第101章

He had, in fact, done this for the satisfying of Pearson, whose respectful unhappiness would otherwise have been manifest despite his efforts to conceal it.He dressed quickly and asked some questions about Strangeways.Otherwise Pearson thought he seemed preoccupied.He only made one slight joke.

"You'd be a first-rate dresser for a quick-change artist, Pearson," he remarked.

On his way to the drawing-room he deflected from the direct path, turning aside for a moment to the picture-gallery because for a reason of his own he wanted to take a look at Miles Hugo.He took a look at Miles Hugo oftener than Miss Alicia knew.

The gallery was dim and gloomy enough, now closing in in the purple-gray twilight.He walked through it without glancing at the pictures until he came to the tall boy in the satin and lace of Charles IIperiod.He paused there only for a short time, but he stood quite near the portrait, and looked hard at the handsome face.

"Gee!" he exclaimed under his breath, "it's queer, gee!"Then he turned suddenly round toward one of the big windows.He turned because he had been startled by a sound, a movement.Some one was standing before the window.For a second's space the figure seemed as though it was almost one with the purple-gray clouds that were its background.It was a tall young woman, and her dress was of a thin material of exactly their color--dark-gray and purple at once.The wearer held her head high and haughtily.She had a beautiful, stormy face, and the slender, black brows were drawn together by a frown.

Tembarom had never seen a girl as handsome and disdainful.He had, indeed, never been looked at as she looked at him when she moved slightly forward.

He knew who it was.It was the Lady Joan girl, and the sudden sight of her momentarily "rattled" him.

"You quite gave me a jolt," he said awkwardly, and knowing that he said it like a "mutt." "I didn't know any one was in the gallery.""What are you doing here?" she asked.She spoke to him as though she were addressing an intruding servant.There was emphasis on the word "you."Her intention was so evident that it increased his feeling of being "rattled." To find himself confronting deliberate ill nature of a superior and finished kind was like being spoken to in a foreign language.

"I--I'm T.Tembarom." he answered, not able to keep himself from staring because she was such a "winner" as to looks.

"T.Tembarom?" she repeated slowly, and her tone made him at once see what a fool he had been to say it.

"I forgot," he half laughed."I ought to have said I'm Temple Barholm.""Oh!" was her sole comment.She actually stood still and looked him up and down.

She knew perfectly well who he was, and she knew perfectly well that no palliative view could possibly be taken by any well-bred person of her bearing toward him.He was her host.She had come, a guest, to his house to eat his bread and salt, and the commonest decency demanded that she should conduct herself with civility.But she cared nothing for the commonest, or the most uncommon, decency.She was thinking of other things.As she had stood before the window she had felt that her soul had never been so black as it was when she turned away from Miles Hugo's portrait--never, never.She wanted to hurt people.Perhaps Nero had felt as she did and was not so hideous as he seemed.

The man's tailor had put him into proper clothes, and his features were respectable enough, but nothing on earth could make him anything but what he so palpably was.She had seen that much across the gallery as she had watched him staring at Miles Hugo.

"I should think," she said, dropping the words slowly again, "that you would often forget that you are Temple Barholm.""You're right there," he answered."I can't nail myself down to it.It seems like a sort of joke."She looked him over again.

"It is a joke," she said.

It was as though she had slapped him in the face, though she said it so quietly.He knew he had received the slap, and that, as it was a woman, he could not slap back.It was a sort of surprise to her that he did not giggle nervously and turn red and shuffle his feet in impotent misery.He kept quite still a moment or so and looked at her, though not as she had looked at him.She wondered if he was so thick-skinned that he did not feel anything at all.

"That's so," he admitted."That's so." Then he actually smiled at her.

"I don't know how to behave myself, you see," he said."You're Lady Joan Fayre, ain't you? I'm mighty glad to see you.Happy to make your acquaintance, Lady Joan."He took her hand and shook it with friendly vigor before she knew what he was going to do.

"I'll bet a dollar dinner's ready," he added, "and Burrill's waiting.

It scares me to death to keep Burrill waiting.He's got no use for me, anyhow.Let's go and pacify him."He did not lead the way or drag her by the arm, as it seemed to her quite probable that he might, as costermongers do on Hampstead Heath.

He knew enough to let her pass first through the door; and when Lady Mallowe looked up to see her enter the drawing-room, he was behind her.To her ladyship's amazement and relief, they came in, so to speak, together.She had been spared the trying moment of assisting at the ceremony of their presentation to each other.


Directions: Please produce an exact copy of only the lines from the one with "If so, where?" through the last one of the material, without pictures.

Extracted information:
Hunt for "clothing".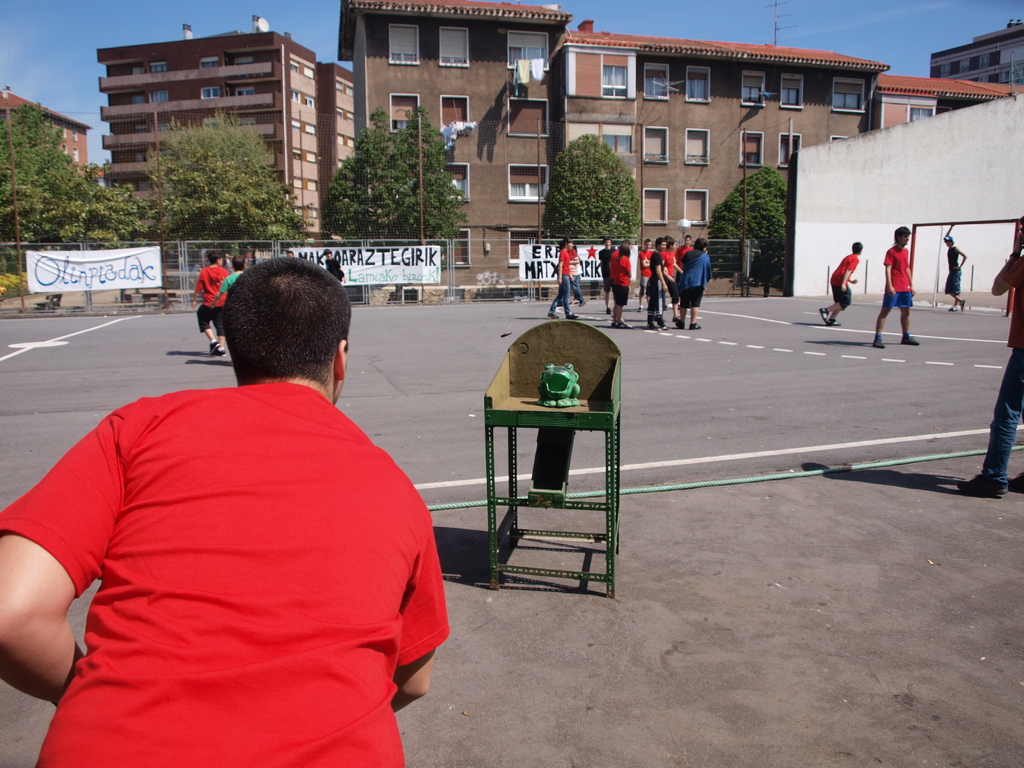
Hunted down at detection(675, 248, 715, 309).
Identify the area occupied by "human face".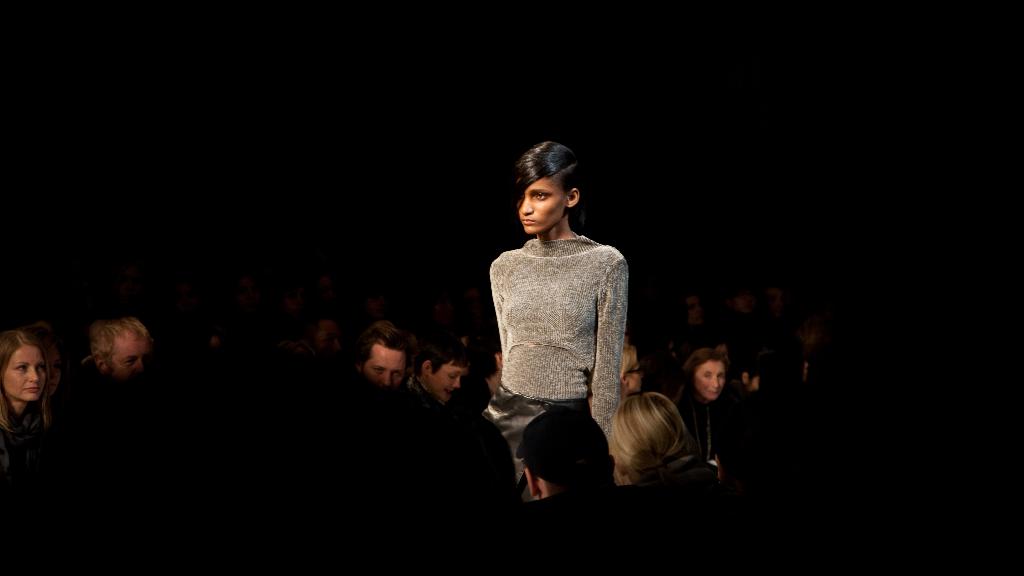
Area: 0:347:50:405.
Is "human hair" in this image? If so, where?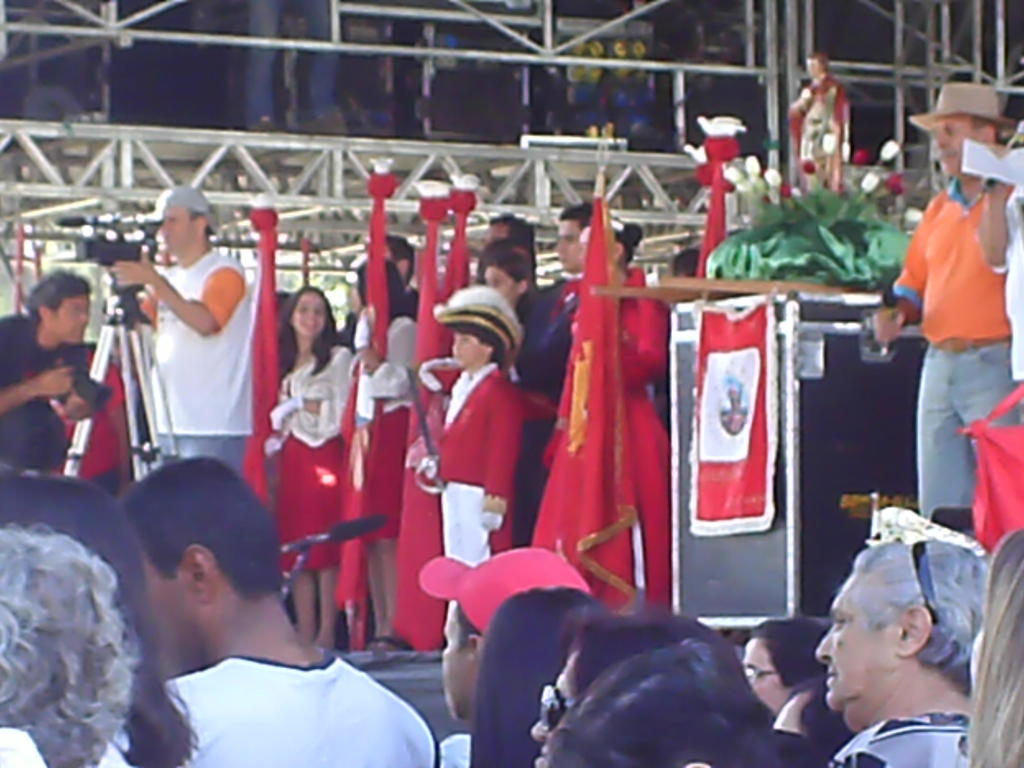
Yes, at 0 474 196 767.
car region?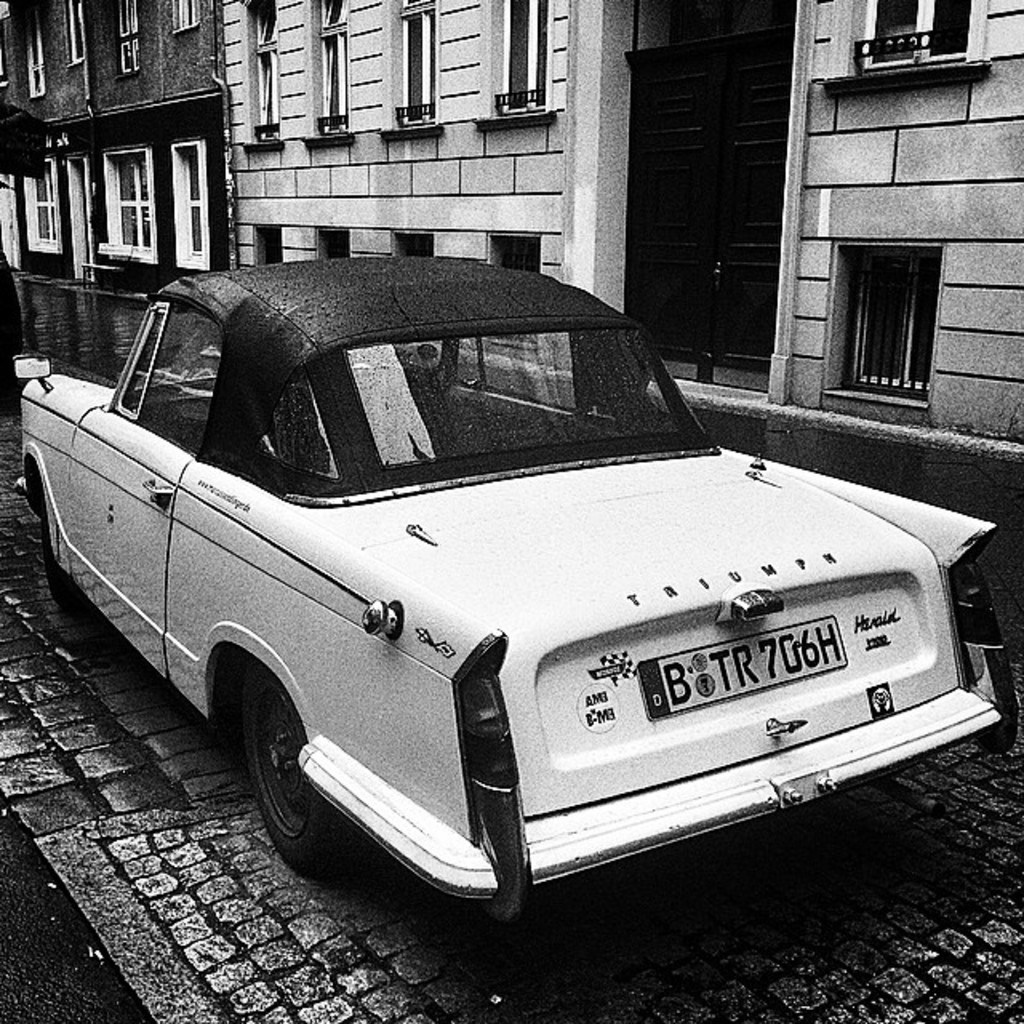
x1=6, y1=250, x2=1023, y2=931
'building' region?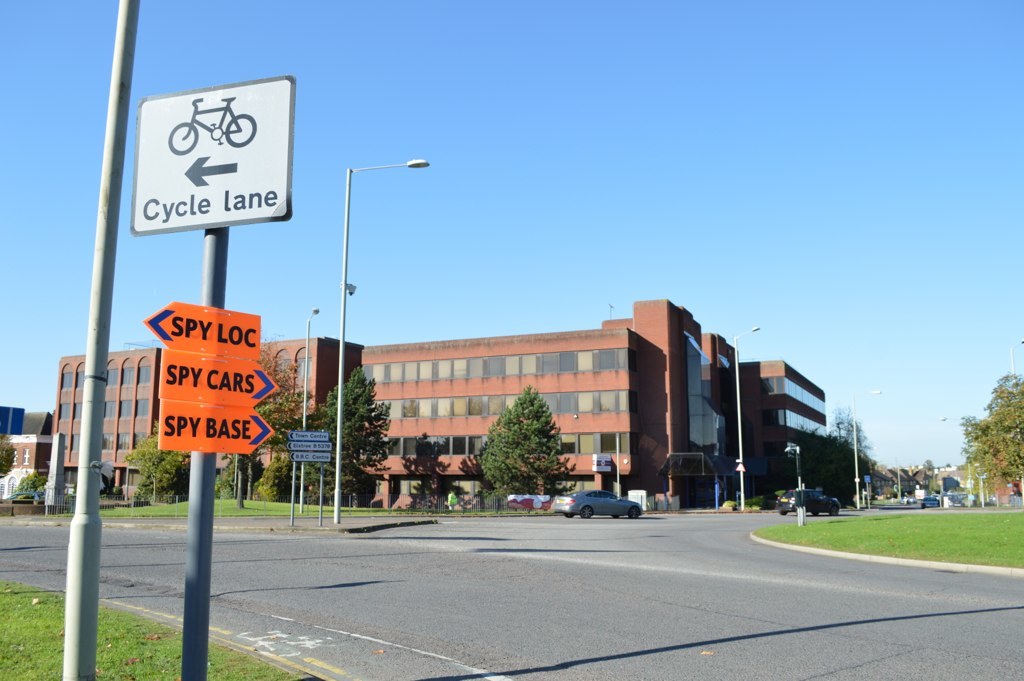
x1=2 y1=411 x2=56 y2=479
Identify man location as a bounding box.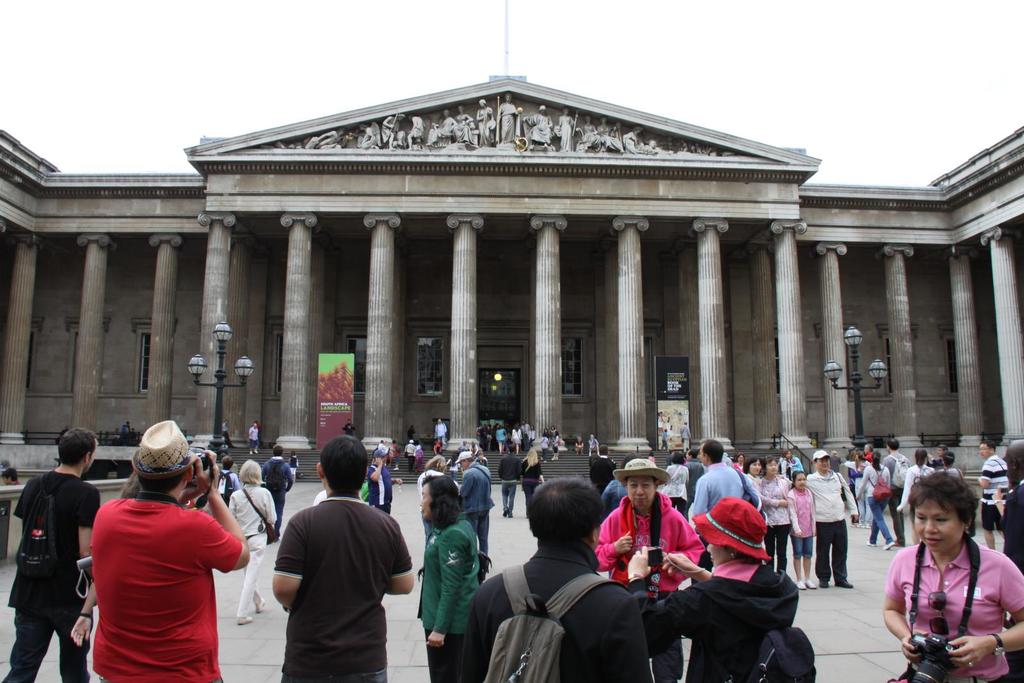
x1=248, y1=423, x2=261, y2=453.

Output for this exercise:
Is "human hair" in this image? If so, where?
Yes, at 0 474 196 767.
car region?
x1=6, y1=250, x2=1023, y2=931
'building' region?
x1=2 y1=411 x2=56 y2=479
Identify man location as a bounding box.
x1=248, y1=423, x2=261, y2=453.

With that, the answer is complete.